Genovese associate sentenced to 22 months for racketeering
A mobster whose links to disgraced Bronx County Clerk Luis Diaz led to the pol’s conviction last year was ordered Thursday to serve just 22 months in prison for an unrelated racketeering scheme.
Reputed Genovese associate Thomas Poli — who pleaded guilty in September to threatening people who didn’t pay their gambling debts — got the lenient penalty from Manhattan federal Judge John Koeltl.
Poli was also fined $200,000.
Under federal sentencing guidelines, the gangster could have gotten a minimum of 33 months and a max of 41 months.
But judges aren’t bound by these guidelines.
Poli, 66, admitted to being a part of a Bronx-based bookkeeping operation that included five other Genovese mobsters, including Poli’s son and two capos.
“I just want to apologize to my family and the court,” Poli said before the sentencing.
Poli’s lawyer Calvin Scholar asked Koeltl for leniency not only because of the gangster’s age, but because of his role in caring for an autistic grandson.
The lawyer added that a long prison stint would also end Poli’s legit business, M&L Vending, a vending machine equipment and supplies company.
Scholar asserted that Poli wasn’t likely to commit another crime in the future.
“He’s had a life that has touched a lot of people,” Scholar said, as Poli’s family members looked on from the courtroom gallery.
Meanwhile, Manhattan Assistant US Attorney Rushmi Bhaskaran said it wasn’t Poli’s first conviction, and didn’t buy the argument that Poli’s family would keep him in line.
“All of this occurred when the defendant had serious family obligations,” Bhaskaran said.
Koeltl, however, said he considered Poli’s grandson, his business and the fact that Poli was the first person to plead guilty in the case in handing down a lighter sentence.
In July 2022, Diaz was convicted of accepting a bribe after lying to a Bronx court that Poli had fulfilled community service in a 2019 criminal case.
Diaz was barred from holding public office again or working for nonprofits in the state.
He also had to complete 100 hours of community service.
Last month, two other Genovese co-defendants of Poli — mob captain Nicholas Calisi, 54, and soldier John Campanella, 48 — were sentenced by Koeltl to 24 months and 13 months, respectively.
All the men were charged in April 2022 with gambling and extortion in a scheme that ran from 2011 through 2022.
At Poli’s plea hearing, he admitted he “yelled at people and threatened them” when they didn’t make good on their gambling debts.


What you have to do
Which lines in the data below contain the word "immigrated"? Copy each of them.

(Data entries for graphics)
********
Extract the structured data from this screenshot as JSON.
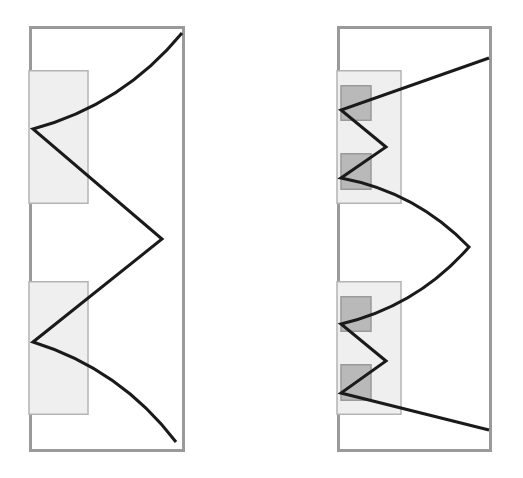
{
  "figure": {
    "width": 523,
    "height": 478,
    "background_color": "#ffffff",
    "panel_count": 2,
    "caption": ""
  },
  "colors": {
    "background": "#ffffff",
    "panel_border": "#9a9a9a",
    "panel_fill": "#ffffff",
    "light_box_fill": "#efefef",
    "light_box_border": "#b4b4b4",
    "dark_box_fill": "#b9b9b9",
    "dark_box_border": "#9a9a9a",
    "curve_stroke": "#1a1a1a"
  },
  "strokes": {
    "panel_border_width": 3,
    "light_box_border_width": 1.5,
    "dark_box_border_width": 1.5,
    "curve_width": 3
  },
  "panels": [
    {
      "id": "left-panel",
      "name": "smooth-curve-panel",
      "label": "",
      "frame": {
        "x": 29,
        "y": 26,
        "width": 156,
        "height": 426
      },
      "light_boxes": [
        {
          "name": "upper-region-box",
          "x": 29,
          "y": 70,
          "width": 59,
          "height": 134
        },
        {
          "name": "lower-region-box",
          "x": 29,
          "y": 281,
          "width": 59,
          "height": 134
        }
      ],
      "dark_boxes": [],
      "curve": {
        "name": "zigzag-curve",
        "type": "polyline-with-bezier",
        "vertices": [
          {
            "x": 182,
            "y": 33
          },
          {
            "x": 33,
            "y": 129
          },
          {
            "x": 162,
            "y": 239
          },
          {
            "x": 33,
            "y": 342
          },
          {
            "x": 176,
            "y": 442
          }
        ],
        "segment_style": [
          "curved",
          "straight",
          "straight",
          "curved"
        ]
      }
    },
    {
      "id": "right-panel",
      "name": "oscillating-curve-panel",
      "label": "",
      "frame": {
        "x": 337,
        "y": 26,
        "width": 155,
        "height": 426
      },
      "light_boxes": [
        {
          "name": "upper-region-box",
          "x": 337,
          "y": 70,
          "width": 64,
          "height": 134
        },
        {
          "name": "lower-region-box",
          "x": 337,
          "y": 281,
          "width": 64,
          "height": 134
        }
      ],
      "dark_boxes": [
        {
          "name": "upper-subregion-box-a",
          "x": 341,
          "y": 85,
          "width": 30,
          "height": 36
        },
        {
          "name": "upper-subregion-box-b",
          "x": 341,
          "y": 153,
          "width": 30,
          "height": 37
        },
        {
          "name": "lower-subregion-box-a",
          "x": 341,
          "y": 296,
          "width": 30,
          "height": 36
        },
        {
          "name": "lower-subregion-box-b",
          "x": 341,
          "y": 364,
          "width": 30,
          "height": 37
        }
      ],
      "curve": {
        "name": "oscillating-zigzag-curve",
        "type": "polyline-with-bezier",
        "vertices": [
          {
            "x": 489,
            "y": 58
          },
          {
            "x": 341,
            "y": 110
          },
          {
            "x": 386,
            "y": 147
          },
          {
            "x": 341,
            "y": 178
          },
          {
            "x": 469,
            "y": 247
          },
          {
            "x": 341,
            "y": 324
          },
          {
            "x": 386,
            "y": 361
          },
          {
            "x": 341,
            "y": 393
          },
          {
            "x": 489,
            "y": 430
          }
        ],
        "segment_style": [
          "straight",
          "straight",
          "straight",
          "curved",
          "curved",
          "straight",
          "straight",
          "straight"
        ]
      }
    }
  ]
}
********
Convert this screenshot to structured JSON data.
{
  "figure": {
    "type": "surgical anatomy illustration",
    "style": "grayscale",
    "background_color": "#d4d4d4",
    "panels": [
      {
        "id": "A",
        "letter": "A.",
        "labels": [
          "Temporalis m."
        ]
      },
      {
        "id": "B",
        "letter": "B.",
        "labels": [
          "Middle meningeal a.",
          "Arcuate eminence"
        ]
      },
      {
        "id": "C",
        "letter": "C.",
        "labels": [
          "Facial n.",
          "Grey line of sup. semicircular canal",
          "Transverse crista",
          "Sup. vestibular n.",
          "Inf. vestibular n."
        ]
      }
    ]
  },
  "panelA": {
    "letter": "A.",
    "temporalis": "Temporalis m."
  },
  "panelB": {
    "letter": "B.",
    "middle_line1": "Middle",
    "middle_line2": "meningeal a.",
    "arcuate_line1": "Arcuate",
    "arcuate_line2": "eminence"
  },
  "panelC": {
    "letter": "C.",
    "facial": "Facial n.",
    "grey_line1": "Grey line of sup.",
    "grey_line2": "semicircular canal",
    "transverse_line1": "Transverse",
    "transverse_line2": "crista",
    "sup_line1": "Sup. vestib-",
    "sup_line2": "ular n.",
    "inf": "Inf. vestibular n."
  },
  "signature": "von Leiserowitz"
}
********
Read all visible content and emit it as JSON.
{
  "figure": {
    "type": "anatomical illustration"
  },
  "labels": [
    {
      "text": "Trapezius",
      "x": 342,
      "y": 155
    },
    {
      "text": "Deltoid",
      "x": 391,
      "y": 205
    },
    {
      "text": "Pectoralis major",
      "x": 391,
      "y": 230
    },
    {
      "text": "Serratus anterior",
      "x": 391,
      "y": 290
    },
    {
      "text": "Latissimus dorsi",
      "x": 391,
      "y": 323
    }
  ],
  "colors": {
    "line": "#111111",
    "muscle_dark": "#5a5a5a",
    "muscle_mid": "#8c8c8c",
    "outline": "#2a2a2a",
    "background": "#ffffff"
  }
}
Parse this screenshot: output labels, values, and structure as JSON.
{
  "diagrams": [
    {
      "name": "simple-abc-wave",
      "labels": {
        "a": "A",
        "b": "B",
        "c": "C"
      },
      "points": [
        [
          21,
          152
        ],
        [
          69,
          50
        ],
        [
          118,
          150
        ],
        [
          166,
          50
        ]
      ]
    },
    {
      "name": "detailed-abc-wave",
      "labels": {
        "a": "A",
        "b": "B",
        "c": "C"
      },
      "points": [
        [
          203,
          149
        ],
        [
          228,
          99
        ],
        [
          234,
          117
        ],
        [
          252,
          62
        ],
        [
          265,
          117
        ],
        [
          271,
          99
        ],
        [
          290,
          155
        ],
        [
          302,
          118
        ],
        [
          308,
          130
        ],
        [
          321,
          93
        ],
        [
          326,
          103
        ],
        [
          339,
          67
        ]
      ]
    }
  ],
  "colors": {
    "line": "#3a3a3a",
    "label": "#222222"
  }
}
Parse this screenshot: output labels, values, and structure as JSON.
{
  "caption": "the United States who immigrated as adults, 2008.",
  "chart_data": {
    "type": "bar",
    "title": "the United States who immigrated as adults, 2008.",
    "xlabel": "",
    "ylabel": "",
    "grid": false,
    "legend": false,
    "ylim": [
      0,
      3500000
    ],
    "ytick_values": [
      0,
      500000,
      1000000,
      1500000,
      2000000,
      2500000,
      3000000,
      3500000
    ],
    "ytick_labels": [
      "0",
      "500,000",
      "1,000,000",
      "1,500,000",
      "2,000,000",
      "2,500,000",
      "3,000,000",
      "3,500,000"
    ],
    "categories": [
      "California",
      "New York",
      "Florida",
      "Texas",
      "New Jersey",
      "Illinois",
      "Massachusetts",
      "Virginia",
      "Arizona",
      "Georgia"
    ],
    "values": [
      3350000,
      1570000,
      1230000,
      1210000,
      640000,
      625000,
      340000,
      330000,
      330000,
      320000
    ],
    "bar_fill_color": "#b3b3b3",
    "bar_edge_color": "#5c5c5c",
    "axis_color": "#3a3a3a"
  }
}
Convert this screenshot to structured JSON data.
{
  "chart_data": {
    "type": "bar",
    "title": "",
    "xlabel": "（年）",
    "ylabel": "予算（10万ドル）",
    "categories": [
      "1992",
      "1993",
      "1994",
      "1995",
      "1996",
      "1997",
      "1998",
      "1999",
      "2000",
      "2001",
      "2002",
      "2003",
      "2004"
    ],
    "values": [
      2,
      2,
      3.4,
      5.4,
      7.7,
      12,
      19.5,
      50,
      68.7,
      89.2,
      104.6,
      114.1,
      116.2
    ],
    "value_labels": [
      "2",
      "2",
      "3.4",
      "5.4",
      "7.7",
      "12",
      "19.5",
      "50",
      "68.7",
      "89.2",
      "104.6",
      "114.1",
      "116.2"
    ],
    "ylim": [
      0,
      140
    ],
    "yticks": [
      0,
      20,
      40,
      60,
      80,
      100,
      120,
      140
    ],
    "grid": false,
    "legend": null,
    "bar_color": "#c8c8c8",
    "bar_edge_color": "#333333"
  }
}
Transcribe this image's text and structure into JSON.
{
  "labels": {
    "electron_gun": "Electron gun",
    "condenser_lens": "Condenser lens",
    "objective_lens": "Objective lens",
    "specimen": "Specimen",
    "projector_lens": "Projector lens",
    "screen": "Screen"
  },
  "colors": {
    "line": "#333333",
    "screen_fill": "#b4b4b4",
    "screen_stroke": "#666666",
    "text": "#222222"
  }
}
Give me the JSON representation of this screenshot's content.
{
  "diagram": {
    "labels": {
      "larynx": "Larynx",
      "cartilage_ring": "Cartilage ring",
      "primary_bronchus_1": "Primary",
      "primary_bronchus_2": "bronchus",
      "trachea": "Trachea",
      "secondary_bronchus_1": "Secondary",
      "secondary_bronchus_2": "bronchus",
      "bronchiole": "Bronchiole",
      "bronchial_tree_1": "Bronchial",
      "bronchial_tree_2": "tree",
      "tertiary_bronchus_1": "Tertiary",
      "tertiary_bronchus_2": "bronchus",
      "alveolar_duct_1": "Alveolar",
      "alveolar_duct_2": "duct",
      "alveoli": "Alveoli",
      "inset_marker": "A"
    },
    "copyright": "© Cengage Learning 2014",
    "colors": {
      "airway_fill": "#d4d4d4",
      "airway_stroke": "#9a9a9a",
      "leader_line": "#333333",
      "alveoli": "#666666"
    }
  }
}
********
Solution to this exercise
  "caption": "the United States who immigrated as adults, 2008.",
    "title": "the United States who immigrated as adults, 2008.",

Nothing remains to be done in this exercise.